As a conservative who holds governments accountable for a living, I support Orange-Osceola State Attorney Aramis Ayala’s announcement to suspend the death penalty’s use. Our political beliefs may differ, but when it comes to capital punishment, the State Attorney and I are in perfect alignment.

Ayala is correct in saying Florida’s death penalty system is broken. And conservatives should agree. The indisputable fact, regardless of your politics, is that the state’s record on capital punishment is abysmal.

Whether the issue is innocence, the impact on murder victim’s families, or the high cost, Florida’s death penalty system has failed – especially when we as conservatives apply our core principles of individual liberty and limited government to capital punishment.

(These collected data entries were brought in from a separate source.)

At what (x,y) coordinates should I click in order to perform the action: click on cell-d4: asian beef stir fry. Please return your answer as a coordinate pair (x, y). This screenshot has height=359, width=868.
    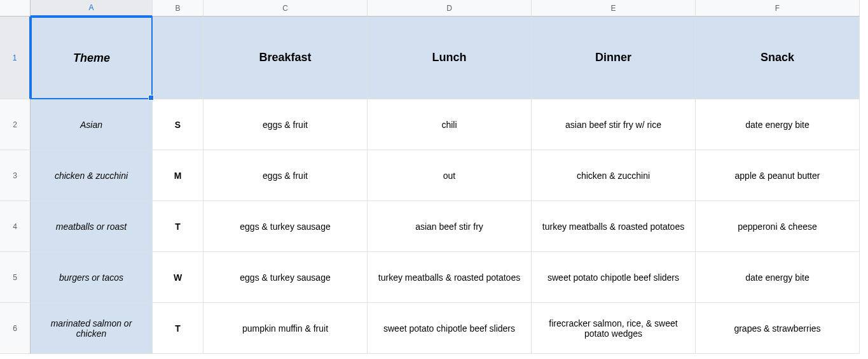
    Looking at the image, I should click on (450, 227).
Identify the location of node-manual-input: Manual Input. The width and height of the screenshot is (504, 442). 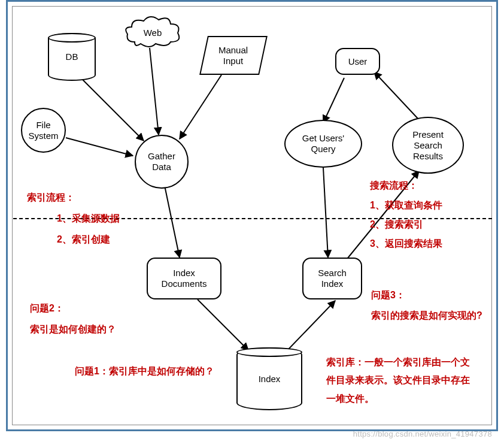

Florida has wrongly convicted and sentenced more people to die than any other state. Twenty-six people, some of whom spent decades facing execution at the hands of their own government, have been set free since the state resumed capital punishment in 1972. Liberty-loving Florida conservatives are increasingly deciding that the very real prospect of letting the government kill innocent people is unacceptable.

Limited government? I don’t think so. Government run amok is more like it.

To keep the machinery of death operating, the state is violating the spirit of its open government “sunshine laws.” As sources for Florida's lethal-injection mix have dried up, the Department of Corrections has refused to say how it is obtaining the drugs and won’t reveal how much the state has stockpiled. I don’t know about you, but the mere thought of government operating in secret – with no oversight or accountability – when lives are on the line sends a chill down my spine.

Florida taxpayers are also paying a high price for the state’s irreparably broken death penalty. More than a dozen states have discovered that capital cases are up to 10 times more expensive than other similar noncapital cases due to up front defense and prosecution costs, appeals, and incarceration. But even with nearly 400 death row inmates, Florida has never made a serious attempt to determine the fiscal impacts. Legislative quick fixes in the wake of court rulings have just ratcheted up the costs. Fiscal conservatives should be appalled.

One stunning fact is that most Florida counties have already stopped using the death penalty. Just six of Florida’s 67 counties account for more than half of the state’s 89 executions. Four of those counties have been branded as “outliers” for their overuse of capital punishment. Orange County, prior to Aramis Ayala’s election, was among them. (Miami-Dade, Duval, and Pinellas are the others.)